Differentiating between best palliative care options and the curative and palliative potential of surgery is key to developing dual intentional clarity.
AMA J Ethics. 2021;23(10):E766-771. doi:
10.1001/amajethics.2021.766.
Professor Katie Watson joins Ethics Talk to discuss what clinicians need to know about changes to the post-June 2022 legal, ethical, and clinical landscape of abortion care in the US.
This narrative illuminates need for students and clinicians to be well prepared to face ethically and structurally complex realities of identifying and responding to children.
AMA J Ethics. 2023;25(2):E159-165. doi:
10.1001/amajethics.2023.159.
Physicians who have adequately informed a competent patient of his or her diagnosis, its meaning, and medically appropriate options should then accept the patient’s informed consent or refusal of treatment.
An examination of how a doctor should counsel a pregnant woman through the ethical and medical challenges of being diagnosed with stage II cervical cancer.
Frank A. Chervenak, MD and Laurence B. McCullough, PhD
Clinical facts and physicians’ ethical obligations are critical in resolving disagreements between parents and physicians about resuscitation of an extremely premature infant.
Physicians are obligated in many jurisdictions to perform life-sustaining treatments on premature infants with serious developmental or physical impairments, even if it goes against the parents' wishes.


> **Your instructions**
Within the listing below, filter for "gains" and copy every matching line.

┌─ Records shown

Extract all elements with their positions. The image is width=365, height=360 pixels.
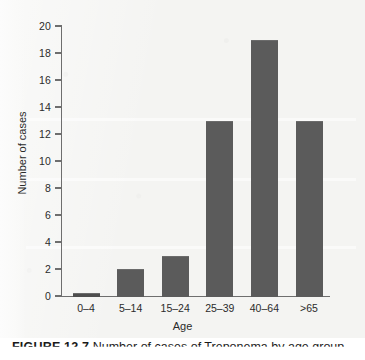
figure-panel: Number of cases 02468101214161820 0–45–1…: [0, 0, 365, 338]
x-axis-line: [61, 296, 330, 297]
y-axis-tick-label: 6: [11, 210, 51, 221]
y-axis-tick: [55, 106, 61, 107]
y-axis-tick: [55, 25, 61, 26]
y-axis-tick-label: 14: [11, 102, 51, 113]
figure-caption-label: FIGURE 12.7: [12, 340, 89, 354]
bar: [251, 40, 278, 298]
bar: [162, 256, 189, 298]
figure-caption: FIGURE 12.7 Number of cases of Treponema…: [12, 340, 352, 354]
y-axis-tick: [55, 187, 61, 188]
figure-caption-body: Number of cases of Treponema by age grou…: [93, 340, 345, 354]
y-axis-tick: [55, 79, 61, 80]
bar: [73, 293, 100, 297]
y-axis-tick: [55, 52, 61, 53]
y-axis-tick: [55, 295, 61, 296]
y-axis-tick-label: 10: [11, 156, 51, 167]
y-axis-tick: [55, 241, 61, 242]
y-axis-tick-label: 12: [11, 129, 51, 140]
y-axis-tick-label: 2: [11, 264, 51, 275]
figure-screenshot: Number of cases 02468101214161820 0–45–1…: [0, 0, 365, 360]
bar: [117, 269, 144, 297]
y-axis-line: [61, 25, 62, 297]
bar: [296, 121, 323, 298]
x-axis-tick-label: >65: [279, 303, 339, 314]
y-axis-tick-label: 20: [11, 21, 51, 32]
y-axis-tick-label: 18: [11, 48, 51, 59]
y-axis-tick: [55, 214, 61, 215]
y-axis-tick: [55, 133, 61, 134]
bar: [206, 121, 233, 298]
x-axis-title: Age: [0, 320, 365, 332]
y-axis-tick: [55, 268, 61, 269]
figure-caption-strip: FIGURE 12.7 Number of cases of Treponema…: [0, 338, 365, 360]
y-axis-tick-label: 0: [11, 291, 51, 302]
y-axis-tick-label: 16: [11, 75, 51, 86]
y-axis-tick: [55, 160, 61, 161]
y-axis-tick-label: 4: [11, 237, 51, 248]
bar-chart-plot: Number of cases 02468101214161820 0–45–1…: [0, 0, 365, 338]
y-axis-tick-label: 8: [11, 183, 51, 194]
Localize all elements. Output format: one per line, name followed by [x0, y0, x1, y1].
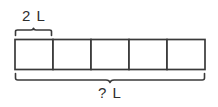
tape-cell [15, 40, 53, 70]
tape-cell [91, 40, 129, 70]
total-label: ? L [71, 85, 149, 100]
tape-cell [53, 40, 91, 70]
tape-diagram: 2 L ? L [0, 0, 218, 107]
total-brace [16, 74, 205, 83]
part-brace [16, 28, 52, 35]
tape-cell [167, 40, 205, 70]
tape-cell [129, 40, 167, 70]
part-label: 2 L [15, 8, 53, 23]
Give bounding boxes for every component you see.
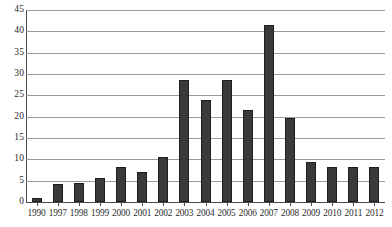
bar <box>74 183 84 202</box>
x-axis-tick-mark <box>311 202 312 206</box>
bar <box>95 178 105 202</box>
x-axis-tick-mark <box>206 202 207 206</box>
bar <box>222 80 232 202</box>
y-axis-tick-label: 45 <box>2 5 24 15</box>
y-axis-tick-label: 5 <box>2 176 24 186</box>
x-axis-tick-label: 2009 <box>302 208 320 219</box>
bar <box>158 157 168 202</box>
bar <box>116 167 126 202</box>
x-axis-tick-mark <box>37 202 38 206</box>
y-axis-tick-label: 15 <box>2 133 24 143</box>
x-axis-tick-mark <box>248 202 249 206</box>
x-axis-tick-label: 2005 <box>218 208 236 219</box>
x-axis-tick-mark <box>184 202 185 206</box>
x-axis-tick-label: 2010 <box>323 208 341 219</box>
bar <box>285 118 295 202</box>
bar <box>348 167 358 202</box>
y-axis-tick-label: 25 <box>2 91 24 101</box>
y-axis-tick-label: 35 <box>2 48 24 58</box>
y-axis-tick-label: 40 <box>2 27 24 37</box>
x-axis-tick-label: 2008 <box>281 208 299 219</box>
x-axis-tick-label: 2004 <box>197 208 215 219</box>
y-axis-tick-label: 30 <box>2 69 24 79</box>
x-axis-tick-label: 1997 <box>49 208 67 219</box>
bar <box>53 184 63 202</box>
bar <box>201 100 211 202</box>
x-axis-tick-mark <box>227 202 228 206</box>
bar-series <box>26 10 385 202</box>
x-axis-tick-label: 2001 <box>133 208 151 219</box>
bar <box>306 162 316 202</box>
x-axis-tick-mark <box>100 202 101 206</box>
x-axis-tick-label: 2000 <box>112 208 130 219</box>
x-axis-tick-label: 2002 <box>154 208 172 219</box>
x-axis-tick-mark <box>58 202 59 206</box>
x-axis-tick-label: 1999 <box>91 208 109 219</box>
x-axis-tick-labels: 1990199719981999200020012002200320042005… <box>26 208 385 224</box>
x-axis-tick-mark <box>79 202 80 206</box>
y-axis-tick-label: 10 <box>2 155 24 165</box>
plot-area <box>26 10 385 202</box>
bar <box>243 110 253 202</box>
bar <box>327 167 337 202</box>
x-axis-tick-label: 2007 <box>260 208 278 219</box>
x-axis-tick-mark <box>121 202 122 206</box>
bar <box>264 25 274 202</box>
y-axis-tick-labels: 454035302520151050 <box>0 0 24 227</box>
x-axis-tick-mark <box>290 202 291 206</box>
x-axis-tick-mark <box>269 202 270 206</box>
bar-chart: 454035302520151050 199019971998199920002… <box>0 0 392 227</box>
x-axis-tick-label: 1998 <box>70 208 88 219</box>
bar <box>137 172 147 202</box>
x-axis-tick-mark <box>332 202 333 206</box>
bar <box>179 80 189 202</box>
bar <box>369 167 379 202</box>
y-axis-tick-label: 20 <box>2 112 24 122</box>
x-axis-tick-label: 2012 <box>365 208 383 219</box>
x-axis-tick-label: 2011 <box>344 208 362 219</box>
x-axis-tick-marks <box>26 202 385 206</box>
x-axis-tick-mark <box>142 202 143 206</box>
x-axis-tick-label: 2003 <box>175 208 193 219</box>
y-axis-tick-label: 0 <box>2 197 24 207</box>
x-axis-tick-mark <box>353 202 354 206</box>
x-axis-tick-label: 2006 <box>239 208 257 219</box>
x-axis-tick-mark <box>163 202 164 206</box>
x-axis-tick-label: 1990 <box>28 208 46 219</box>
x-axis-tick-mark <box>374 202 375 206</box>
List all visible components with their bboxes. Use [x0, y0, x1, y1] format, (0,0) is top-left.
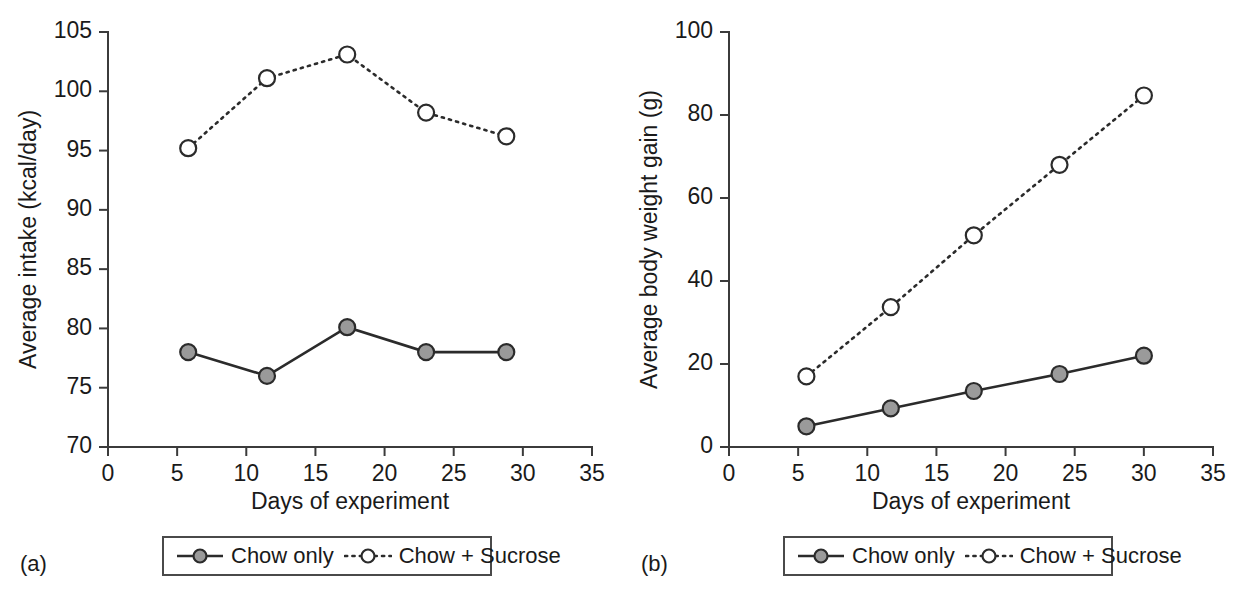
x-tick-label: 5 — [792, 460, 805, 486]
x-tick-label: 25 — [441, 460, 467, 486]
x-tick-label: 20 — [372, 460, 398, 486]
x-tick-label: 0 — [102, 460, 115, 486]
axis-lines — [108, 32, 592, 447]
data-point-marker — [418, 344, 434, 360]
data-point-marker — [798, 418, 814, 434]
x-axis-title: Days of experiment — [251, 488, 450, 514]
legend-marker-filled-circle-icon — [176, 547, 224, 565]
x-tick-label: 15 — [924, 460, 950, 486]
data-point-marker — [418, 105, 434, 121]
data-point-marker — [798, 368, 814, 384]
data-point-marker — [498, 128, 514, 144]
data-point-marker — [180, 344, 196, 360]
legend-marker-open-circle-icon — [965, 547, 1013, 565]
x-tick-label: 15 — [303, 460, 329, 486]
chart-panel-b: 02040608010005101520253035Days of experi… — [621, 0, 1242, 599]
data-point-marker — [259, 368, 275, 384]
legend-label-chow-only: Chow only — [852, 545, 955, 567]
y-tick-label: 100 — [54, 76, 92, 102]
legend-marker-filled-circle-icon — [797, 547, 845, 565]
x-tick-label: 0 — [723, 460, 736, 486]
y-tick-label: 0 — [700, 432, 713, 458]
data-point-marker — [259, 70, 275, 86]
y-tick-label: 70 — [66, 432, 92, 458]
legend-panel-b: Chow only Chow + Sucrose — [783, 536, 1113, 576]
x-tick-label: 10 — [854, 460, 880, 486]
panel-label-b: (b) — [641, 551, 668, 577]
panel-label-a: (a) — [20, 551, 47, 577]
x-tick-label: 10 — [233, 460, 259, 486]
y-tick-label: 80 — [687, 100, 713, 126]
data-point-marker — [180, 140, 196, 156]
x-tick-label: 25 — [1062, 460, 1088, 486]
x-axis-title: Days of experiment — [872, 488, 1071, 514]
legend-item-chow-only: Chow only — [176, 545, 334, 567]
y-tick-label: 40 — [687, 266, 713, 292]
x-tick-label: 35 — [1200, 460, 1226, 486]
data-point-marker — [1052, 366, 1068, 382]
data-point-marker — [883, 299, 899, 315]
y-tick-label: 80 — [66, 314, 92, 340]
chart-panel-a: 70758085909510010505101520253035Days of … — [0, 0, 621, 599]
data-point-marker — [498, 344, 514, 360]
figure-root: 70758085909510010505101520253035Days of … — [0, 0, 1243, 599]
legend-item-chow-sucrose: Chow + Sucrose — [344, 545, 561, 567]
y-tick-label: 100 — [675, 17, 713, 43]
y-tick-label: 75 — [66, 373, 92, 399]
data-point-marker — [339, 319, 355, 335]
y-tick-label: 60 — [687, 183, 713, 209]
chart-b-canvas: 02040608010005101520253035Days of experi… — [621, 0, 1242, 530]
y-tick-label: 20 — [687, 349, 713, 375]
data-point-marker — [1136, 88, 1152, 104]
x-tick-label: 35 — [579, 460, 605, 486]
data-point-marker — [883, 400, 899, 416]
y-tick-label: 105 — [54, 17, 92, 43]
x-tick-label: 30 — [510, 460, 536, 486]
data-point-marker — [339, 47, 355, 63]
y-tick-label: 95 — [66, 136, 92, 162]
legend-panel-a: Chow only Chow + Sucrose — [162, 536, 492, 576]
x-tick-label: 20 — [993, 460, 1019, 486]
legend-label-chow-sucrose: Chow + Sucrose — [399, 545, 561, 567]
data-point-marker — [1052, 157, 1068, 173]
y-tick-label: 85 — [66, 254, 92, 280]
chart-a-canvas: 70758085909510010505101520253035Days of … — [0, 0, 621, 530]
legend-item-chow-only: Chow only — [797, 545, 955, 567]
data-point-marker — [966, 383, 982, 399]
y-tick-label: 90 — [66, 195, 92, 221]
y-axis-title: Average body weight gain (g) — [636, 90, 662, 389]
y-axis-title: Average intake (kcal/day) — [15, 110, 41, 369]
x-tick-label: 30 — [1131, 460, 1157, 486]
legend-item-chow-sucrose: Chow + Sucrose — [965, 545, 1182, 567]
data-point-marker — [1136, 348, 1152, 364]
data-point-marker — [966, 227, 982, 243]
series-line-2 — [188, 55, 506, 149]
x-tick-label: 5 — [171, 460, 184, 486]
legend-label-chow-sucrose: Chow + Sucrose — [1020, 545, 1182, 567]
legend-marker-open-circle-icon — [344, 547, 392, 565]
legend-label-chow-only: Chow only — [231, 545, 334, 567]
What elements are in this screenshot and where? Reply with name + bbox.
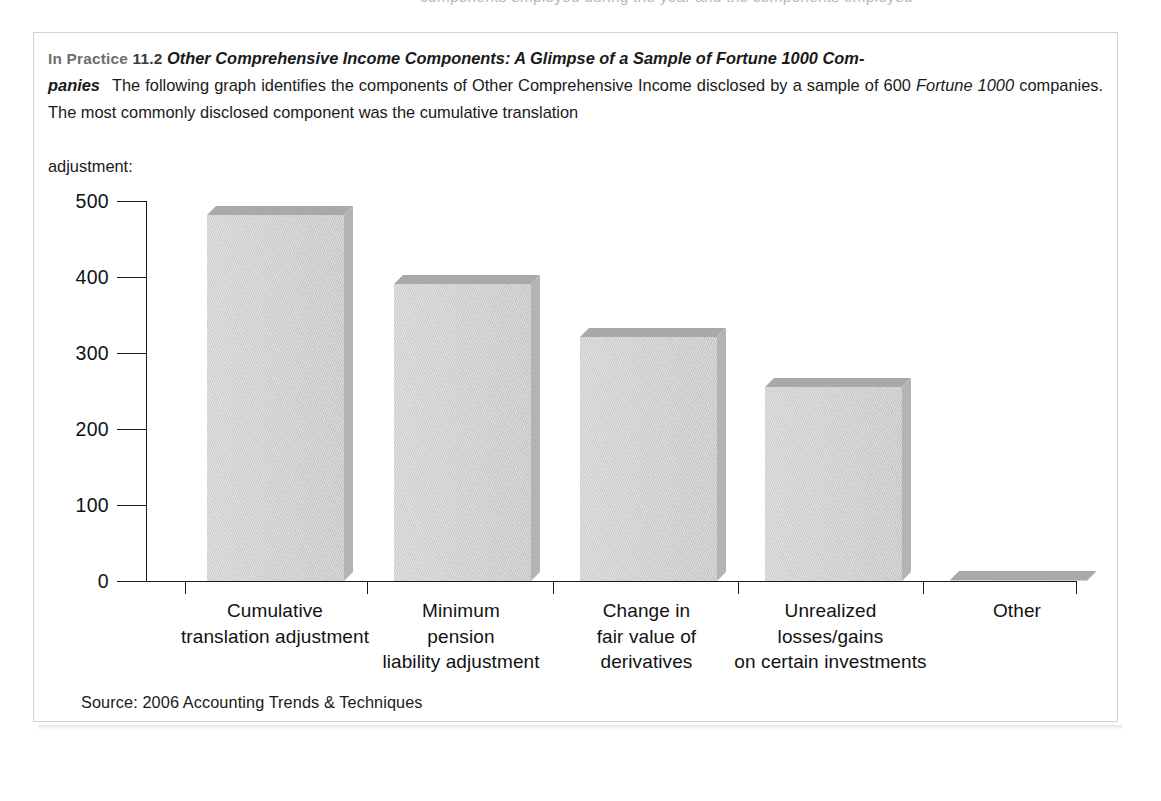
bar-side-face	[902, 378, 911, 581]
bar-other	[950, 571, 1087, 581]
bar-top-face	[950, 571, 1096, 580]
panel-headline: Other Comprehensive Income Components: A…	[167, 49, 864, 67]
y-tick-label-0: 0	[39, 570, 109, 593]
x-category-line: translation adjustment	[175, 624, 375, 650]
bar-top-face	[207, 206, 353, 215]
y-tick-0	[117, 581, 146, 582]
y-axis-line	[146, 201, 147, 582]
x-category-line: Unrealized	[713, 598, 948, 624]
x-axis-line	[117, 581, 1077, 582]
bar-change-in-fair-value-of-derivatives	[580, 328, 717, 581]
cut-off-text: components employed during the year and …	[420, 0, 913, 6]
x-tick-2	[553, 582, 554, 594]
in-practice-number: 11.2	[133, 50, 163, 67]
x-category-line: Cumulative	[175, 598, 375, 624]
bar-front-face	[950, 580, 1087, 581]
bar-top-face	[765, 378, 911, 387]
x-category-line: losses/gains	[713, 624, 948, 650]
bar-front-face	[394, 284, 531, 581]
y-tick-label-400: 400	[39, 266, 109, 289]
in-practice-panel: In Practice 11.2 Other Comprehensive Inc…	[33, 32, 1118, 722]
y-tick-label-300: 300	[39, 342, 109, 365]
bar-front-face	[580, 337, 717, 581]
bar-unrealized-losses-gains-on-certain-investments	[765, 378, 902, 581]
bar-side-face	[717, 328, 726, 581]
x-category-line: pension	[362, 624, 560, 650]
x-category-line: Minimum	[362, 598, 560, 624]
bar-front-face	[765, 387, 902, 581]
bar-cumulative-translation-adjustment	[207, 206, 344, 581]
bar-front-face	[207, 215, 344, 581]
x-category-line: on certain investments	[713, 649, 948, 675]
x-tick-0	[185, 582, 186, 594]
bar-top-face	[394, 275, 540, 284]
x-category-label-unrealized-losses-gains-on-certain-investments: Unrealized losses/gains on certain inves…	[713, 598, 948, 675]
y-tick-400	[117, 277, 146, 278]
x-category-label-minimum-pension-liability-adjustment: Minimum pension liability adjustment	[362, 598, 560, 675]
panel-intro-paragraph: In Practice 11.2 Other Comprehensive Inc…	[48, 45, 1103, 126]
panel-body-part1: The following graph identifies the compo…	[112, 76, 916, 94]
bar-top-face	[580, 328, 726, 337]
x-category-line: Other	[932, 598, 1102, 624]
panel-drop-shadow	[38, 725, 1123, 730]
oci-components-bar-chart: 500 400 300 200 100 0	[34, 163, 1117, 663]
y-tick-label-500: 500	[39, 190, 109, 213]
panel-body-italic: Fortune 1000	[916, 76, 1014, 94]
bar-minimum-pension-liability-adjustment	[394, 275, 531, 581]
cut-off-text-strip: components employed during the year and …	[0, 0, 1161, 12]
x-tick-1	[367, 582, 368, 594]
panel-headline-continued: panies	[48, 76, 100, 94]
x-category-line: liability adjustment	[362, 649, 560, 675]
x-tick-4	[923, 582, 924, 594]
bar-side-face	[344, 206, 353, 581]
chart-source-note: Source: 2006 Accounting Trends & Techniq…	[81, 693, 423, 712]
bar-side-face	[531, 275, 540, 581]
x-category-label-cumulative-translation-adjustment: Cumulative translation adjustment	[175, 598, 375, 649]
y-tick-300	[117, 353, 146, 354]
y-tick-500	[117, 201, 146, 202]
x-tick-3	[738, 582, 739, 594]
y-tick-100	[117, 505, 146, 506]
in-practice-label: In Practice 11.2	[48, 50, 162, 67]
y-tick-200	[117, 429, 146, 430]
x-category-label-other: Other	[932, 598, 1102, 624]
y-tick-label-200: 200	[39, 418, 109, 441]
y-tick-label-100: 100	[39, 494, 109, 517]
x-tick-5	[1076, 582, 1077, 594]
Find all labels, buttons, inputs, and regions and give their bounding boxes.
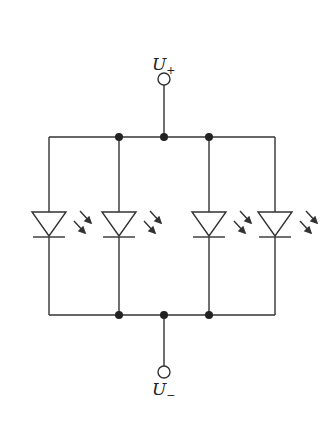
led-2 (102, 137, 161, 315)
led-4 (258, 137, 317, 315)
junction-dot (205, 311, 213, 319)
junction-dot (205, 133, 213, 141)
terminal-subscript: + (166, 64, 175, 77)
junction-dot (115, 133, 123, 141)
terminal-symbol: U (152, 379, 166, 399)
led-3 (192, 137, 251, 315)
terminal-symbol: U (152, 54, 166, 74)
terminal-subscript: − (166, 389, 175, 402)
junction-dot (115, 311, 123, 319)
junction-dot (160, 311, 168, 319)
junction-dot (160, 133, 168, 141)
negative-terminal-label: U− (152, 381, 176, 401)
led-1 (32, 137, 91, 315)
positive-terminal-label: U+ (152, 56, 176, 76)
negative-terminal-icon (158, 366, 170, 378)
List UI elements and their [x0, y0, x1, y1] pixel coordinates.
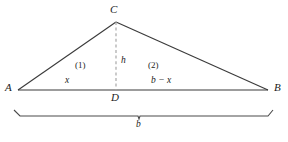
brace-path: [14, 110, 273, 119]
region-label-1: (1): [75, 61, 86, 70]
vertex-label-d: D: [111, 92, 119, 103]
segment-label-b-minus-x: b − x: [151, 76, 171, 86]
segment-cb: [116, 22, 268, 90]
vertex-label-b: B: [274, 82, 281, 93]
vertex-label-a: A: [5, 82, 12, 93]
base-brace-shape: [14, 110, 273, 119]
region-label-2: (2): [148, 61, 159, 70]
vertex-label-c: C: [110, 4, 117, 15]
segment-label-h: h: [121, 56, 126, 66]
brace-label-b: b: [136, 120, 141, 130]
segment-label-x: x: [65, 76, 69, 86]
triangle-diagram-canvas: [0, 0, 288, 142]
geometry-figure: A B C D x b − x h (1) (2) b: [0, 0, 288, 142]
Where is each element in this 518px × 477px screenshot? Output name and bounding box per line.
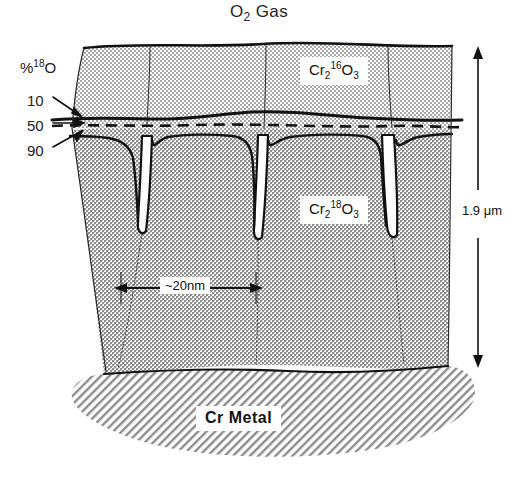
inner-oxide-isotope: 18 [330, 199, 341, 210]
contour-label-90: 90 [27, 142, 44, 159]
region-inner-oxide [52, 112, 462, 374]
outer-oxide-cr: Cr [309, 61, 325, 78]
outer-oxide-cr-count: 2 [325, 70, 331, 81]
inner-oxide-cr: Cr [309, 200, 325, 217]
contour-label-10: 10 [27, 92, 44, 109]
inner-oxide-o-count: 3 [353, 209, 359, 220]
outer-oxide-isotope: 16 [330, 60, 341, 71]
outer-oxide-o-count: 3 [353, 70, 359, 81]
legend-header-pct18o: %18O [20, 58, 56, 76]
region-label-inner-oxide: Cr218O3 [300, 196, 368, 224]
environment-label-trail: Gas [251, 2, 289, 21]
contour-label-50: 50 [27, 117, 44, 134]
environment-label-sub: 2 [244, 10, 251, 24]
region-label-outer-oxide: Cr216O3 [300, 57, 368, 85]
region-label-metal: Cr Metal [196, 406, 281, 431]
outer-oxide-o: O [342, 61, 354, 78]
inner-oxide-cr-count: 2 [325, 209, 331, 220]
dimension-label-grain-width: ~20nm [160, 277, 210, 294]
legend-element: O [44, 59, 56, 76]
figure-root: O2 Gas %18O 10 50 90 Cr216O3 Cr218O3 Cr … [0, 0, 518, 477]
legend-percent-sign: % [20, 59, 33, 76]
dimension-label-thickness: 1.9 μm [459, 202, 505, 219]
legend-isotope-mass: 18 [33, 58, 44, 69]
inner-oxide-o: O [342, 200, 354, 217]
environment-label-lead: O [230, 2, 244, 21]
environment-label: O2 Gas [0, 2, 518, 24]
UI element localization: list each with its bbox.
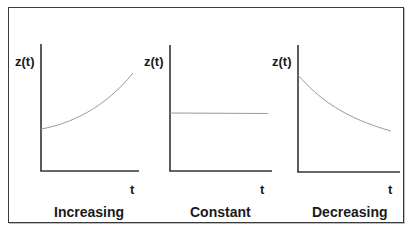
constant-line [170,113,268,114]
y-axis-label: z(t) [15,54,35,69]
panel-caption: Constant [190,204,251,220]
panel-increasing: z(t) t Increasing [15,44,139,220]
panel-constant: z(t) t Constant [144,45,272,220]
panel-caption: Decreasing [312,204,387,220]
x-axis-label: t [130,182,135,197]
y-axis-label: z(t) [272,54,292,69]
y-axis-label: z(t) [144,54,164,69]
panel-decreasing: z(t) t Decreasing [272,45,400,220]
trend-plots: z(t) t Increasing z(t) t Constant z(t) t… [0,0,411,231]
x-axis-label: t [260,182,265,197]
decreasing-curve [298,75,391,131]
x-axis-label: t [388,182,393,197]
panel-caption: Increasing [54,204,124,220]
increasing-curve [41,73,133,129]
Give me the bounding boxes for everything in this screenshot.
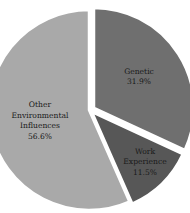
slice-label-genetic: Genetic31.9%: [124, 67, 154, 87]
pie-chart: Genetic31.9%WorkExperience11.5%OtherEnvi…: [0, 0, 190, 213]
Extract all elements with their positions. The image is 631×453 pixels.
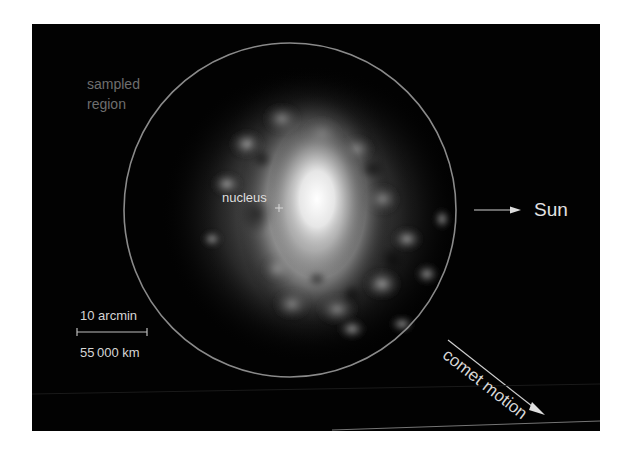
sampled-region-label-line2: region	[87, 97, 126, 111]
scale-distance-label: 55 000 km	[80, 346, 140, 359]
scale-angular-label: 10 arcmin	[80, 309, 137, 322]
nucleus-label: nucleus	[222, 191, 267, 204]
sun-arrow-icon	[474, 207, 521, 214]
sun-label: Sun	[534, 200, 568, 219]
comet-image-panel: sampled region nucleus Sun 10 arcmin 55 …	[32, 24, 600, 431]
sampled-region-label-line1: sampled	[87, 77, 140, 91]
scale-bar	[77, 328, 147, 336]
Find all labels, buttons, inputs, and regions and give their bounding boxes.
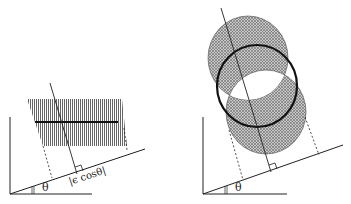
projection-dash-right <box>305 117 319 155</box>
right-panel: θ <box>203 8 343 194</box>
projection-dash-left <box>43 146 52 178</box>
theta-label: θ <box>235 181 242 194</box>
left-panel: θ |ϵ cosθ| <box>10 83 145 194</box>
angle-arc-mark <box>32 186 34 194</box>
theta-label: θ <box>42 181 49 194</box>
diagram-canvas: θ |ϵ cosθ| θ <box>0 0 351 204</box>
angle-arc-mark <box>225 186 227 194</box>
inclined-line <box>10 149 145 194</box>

└─

> **Written response**
x-category-line: losses/gains	[713, 624, 948, 650]
bar-unrealized-losses-gains-on-certain-investments	[765, 378, 902, 581]
x-category-label-unrealized-losses-gains-on-certain-investments: Unrealized losses/gains on certain inves…	[713, 598, 948, 675]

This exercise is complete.